1057
Henry VII must decide how to deal with a boy calling himself ‘King Edward VI’.
Ever since 1455, the Royal dynasties of Lancaster and York had been vying for the crown in the ‘Wars of the Roses’. Then in 1485, Welsh outsider Henry Tudor (Lancaster) defeated King Richard III (York) at Bosworth near Leicester, and set himself to draw a line under thirty years of strife.
Posted July 16 2017
1058
Sir Walter Scott warned that schoolchildren must not expect to be entertained all the time.
The hero of Walter Scott’s historical novel Waverley, published in 1814, is Edward Waverley, a delicate child plucked from London’s fogs and taken to his father’s country estate for his health. There, the boy was allowed to direct his own education. He had curiosity, which was good, but no staying power; and Scott took a moment to reflect on how fashionable educational theory was not much help in this regard.
Posted July 14 2017
1059
Everyone wanted to know who Beethoven’s favourite composer was.
Ludwig van Beethoven is unquestionably one of the greatest and most influential of all composers, and it was natural that visitors wanted to know whose music he admired most. Towards the end of a tragic life afflicted by deafness, loneliness and financial worries, one composer’s music brought him more solace than any other.
Posted July 13 2017
1060
In 1837 William Sterndale Bennett, then regarded as England’s most exciting young composer, made history in quite another... field.
German club cricket began in 1858, courtesy of British and American expatriates living in Berlin. But there is a much earlier game on record, played in Leipzig on June 10th, 1837. One of the participants was William Sterndale Bennett, a young and promising composer, and inevitably perhaps, a Yorkshireman.
Posted July 11 2017
1061
Sir James Melville eavesdrops on Queen Elizabeth I’s music practice, and incurs Her Majesty’s displeasure.
In 1564, Mary Queen of Scots had recently returned to Edinburgh after the death of her husband King Francis II of France. Meanwhile down in London, her cousin Queen Elizabeth I kept asking Mary’s visiting courtier, Sir James Melville, which of the two Queens was the taller, the prettier, and the more musical?
Posted July 10 2017
1062
Acclaimed in Germany as a composer on a par with Mendelssohn himself, Bennett sacrificed his life and talents for music in Britain.
The young William Sterndale Bennett (1816-1875) was expected by many, including Felix Mendelssohn and Robert Schumann, to take his place as one of Europe’s most accomplished composers. Today he is almost unknown, a consequence of the sacrifices he made for the careers and talents of others.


• REQUIREMENT:
Return each of the entries below precisely, with no pictures in the result.

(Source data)

+===+

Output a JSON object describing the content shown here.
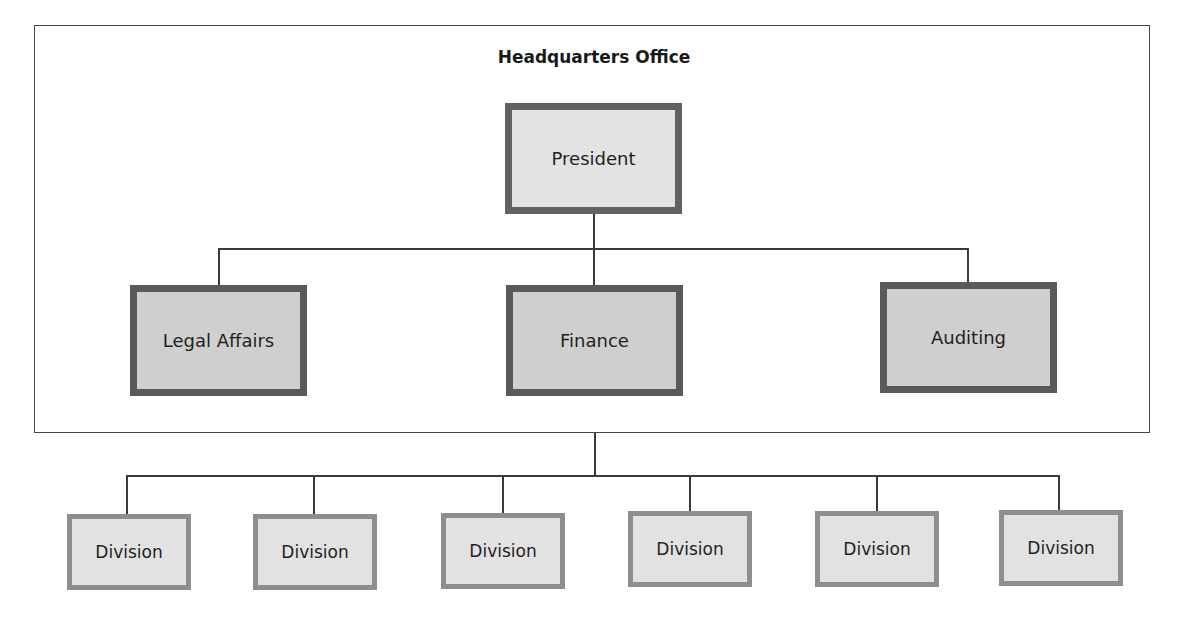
{
  "diagram": {
    "type": "organizational-chart",
    "container": {
      "title": "Headquarters Office"
    },
    "top": {
      "label": "President"
    },
    "departments": [
      {
        "label": "Legal Affairs"
      },
      {
        "label": "Finance"
      },
      {
        "label": "Auditing"
      }
    ],
    "divisions": [
      {
        "label": "Division"
      },
      {
        "label": "Division"
      },
      {
        "label": "Division"
      },
      {
        "label": "Division"
      },
      {
        "label": "Division"
      },
      {
        "label": "Division"
      }
    ],
    "colors": {
      "president_fill": "#e3e3e3",
      "president_border": "#626262",
      "department_fill": "#cfcfcf",
      "department_border": "#5a5a5a",
      "division_fill": "#e2e2e2",
      "division_border": "#8e8e8e",
      "line": "#3a3a3a"
    }
  }
}
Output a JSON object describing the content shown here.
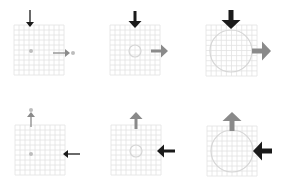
{
  "colors": {
    "background": "#ffffff",
    "grid": "#e2e2e2",
    "circle": "#d6d6d6",
    "dot": "#bdbdbd",
    "arrow_black": "#1a1a1a",
    "arrow_gray": "#8a8a8a"
  },
  "panels": [
    {
      "id": "top-left",
      "grid": {
        "x": 14,
        "y": 25,
        "size": 50
      },
      "shape": "dot",
      "center": [
        31,
        51
      ],
      "radius": 2,
      "arrows": [
        {
          "dir": "down",
          "color": "black",
          "weight": "thin",
          "x": 30,
          "from": 10,
          "to": 27
        },
        {
          "dir": "right",
          "color": "gray",
          "weight": "thin",
          "y": 53,
          "from": 53,
          "to": 70
        },
        {
          "dot": [
            73,
            53
          ]
        }
      ]
    },
    {
      "id": "top-middle",
      "grid": {
        "x": 110,
        "y": 25,
        "size": 50
      },
      "shape": "circle",
      "center": [
        135,
        51
      ],
      "radius": 6,
      "arrows": [
        {
          "dir": "down",
          "color": "black",
          "weight": "medium",
          "x": 135,
          "from": 11,
          "to": 28
        },
        {
          "dir": "right",
          "color": "gray",
          "weight": "medium",
          "y": 51,
          "from": 151,
          "to": 168
        }
      ]
    },
    {
      "id": "top-right",
      "grid": {
        "x": 206,
        "y": 25,
        "size": 51
      },
      "shape": "circle",
      "center": [
        231,
        51
      ],
      "radius": 21,
      "arrows": [
        {
          "dir": "down",
          "color": "black",
          "weight": "thick",
          "x": 231,
          "from": 10,
          "to": 29
        },
        {
          "dir": "right",
          "color": "gray",
          "weight": "thick",
          "y": 51,
          "from": 252,
          "to": 271
        }
      ]
    },
    {
      "id": "bottom-left",
      "grid": {
        "x": 15,
        "y": 125,
        "size": 50
      },
      "shape": "dot",
      "center": [
        31,
        154
      ],
      "radius": 2,
      "arrows": [
        {
          "dir": "up",
          "color": "gray",
          "weight": "thin",
          "x": 31,
          "from": 127,
          "to": 112
        },
        {
          "dot": [
            31,
            110
          ]
        },
        {
          "dir": "left",
          "color": "black",
          "weight": "thin",
          "y": 154,
          "from": 80,
          "to": 63
        }
      ]
    },
    {
      "id": "bottom-middle",
      "grid": {
        "x": 111,
        "y": 125,
        "size": 50
      },
      "shape": "circle",
      "center": [
        136,
        151
      ],
      "radius": 6,
      "arrows": [
        {
          "dir": "up",
          "color": "gray",
          "weight": "medium",
          "x": 136,
          "from": 129,
          "to": 112
        },
        {
          "dir": "left",
          "color": "black",
          "weight": "medium",
          "y": 151,
          "from": 175,
          "to": 157
        }
      ]
    },
    {
      "id": "bottom-right",
      "grid": {
        "x": 207,
        "y": 126,
        "size": 50
      },
      "shape": "circle",
      "center": [
        232,
        151
      ],
      "radius": 21,
      "arrows": [
        {
          "dir": "up",
          "color": "gray",
          "weight": "thick",
          "x": 232,
          "from": 131,
          "to": 112
        },
        {
          "dir": "left",
          "color": "black",
          "weight": "thick",
          "y": 151,
          "from": 272,
          "to": 253
        }
      ]
    }
  ]
}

+===+

• OUTPUT OF THE TASK:
Output a JSON object describing the content shown here.
{
  "diagram": {
    "type": "organizational-chart",
    "container": {
      "title": "Headquarters Office"
    },
    "top": {
      "label": "President"
    },
    "departments": [
      {
        "label": "Legal Affairs"
      },
      {
        "label": "Finance"
      },
      {
        "label": "Auditing"
      }
    ],
    "divisions": [
      {
        "label": "Division"
      },
      {
        "label": "Division"
      },
      {
        "label": "Division"
      },
      {
        "label": "Division"
      },
      {
        "label": "Division"
      },
      {
        "label": "Division"
      }
    ],
    "colors": {
      "president_fill": "#e3e3e3",
      "president_border": "#626262",
      "department_fill": "#cfcfcf",
      "department_border": "#5a5a5a",
      "division_fill": "#e2e2e2",
      "division_border": "#8e8e8e",
      "line": "#3a3a3a"
    }
  }
}
Output a JSON object describing the content shown here.
{
  "colors": {
    "background": "#ffffff",
    "grid": "#e2e2e2",
    "circle": "#d6d6d6",
    "dot": "#bdbdbd",
    "arrow_black": "#1a1a1a",
    "arrow_gray": "#8a8a8a"
  },
  "panels": [
    {
      "id": "top-left",
      "grid": {
        "x": 14,
        "y": 25,
        "size": 50
      },
      "shape": "dot",
      "center": [
        31,
        51
      ],
      "radius": 2,
      "arrows": [
        {
          "dir": "down",
          "color": "black",
          "weight": "thin",
          "x": 30,
          "from": 10,
          "to": 27
        },
        {
          "dir": "right",
          "color": "gray",
          "weight": "thin",
          "y": 53,
          "from": 53,
          "to": 70
        },
        {
          "dot": [
            73,
            53
          ]
        }
      ]
    },
    {
      "id": "top-middle",
      "grid": {
        "x": 110,
        "y": 25,
        "size": 50
      },
      "shape": "circle",
      "center": [
        135,
        51
      ],
      "radius": 6,
      "arrows": [
        {
          "dir": "down",
          "color": "black",
          "weight": "medium",
          "x": 135,
          "from": 11,
          "to": 28
        },
        {
          "dir": "right",
          "color": "gray",
          "weight": "medium",
          "y": 51,
          "from": 151,
          "to": 168
        }
      ]
    },
    {
      "id": "top-right",
      "grid": {
        "x": 206,
        "y": 25,
        "size": 51
      },
      "shape": "circle",
      "center": [
        231,
        51
      ],
      "radius": 21,
      "arrows": [
        {
          "dir": "down",
          "color": "black",
          "weight": "thick",
          "x": 231,
          "from": 10,
          "to": 29
        },
        {
          "dir": "right",
          "color": "gray",
          "weight": "thick",
          "y": 51,
          "from": 252,
          "to": 271
        }
      ]
    },
    {
      "id": "bottom-left",
      "grid": {
        "x": 15,
        "y": 125,
        "size": 50
      },
      "shape": "dot",
      "center": [
        31,
        154
      ],
      "radius": 2,
      "arrows": [
        {
          "dir": "up",
          "color": "gray",
          "weight": "thin",
          "x": 31,
          "from": 127,
          "to": 112
        },
        {
          "dot": [
            31,
            110
          ]
        },
        {
          "dir": "left",
          "color": "black",
          "weight": "thin",
          "y": 154,
          "from": 80,
          "to": 63
        }
      ]
    },
    {
      "id": "bottom-middle",
      "grid": {
        "x": 111,
        "y": 125,
        "size": 50
      },
      "shape": "circle",
      "center": [
        136,
        151
      ],
      "radius": 6,
      "arrows": [
        {
          "dir": "up",
          "color": "gray",
          "weight": "medium",
          "x": 136,
          "from": 129,
          "to": 112
        },
        {
          "dir": "left",
          "color": "black",
          "weight": "medium",
          "y": 151,
          "from": 175,
          "to": 157
        }
      ]
    },
    {
      "id": "bottom-right",
      "grid": {
        "x": 207,
        "y": 126,
        "size": 50
      },
      "shape": "circle",
      "center": [
        232,
        151
      ],
      "radius": 21,
      "arrows": [
        {
          "dir": "up",
          "color": "gray",
          "weight": "thick",
          "x": 232,
          "from": 131,
          "to": 112
        },
        {
          "dir": "left",
          "color": "black",
          "weight": "thick",
          "y": 151,
          "from": 272,
          "to": 253
        }
      ]
    }
  ]
}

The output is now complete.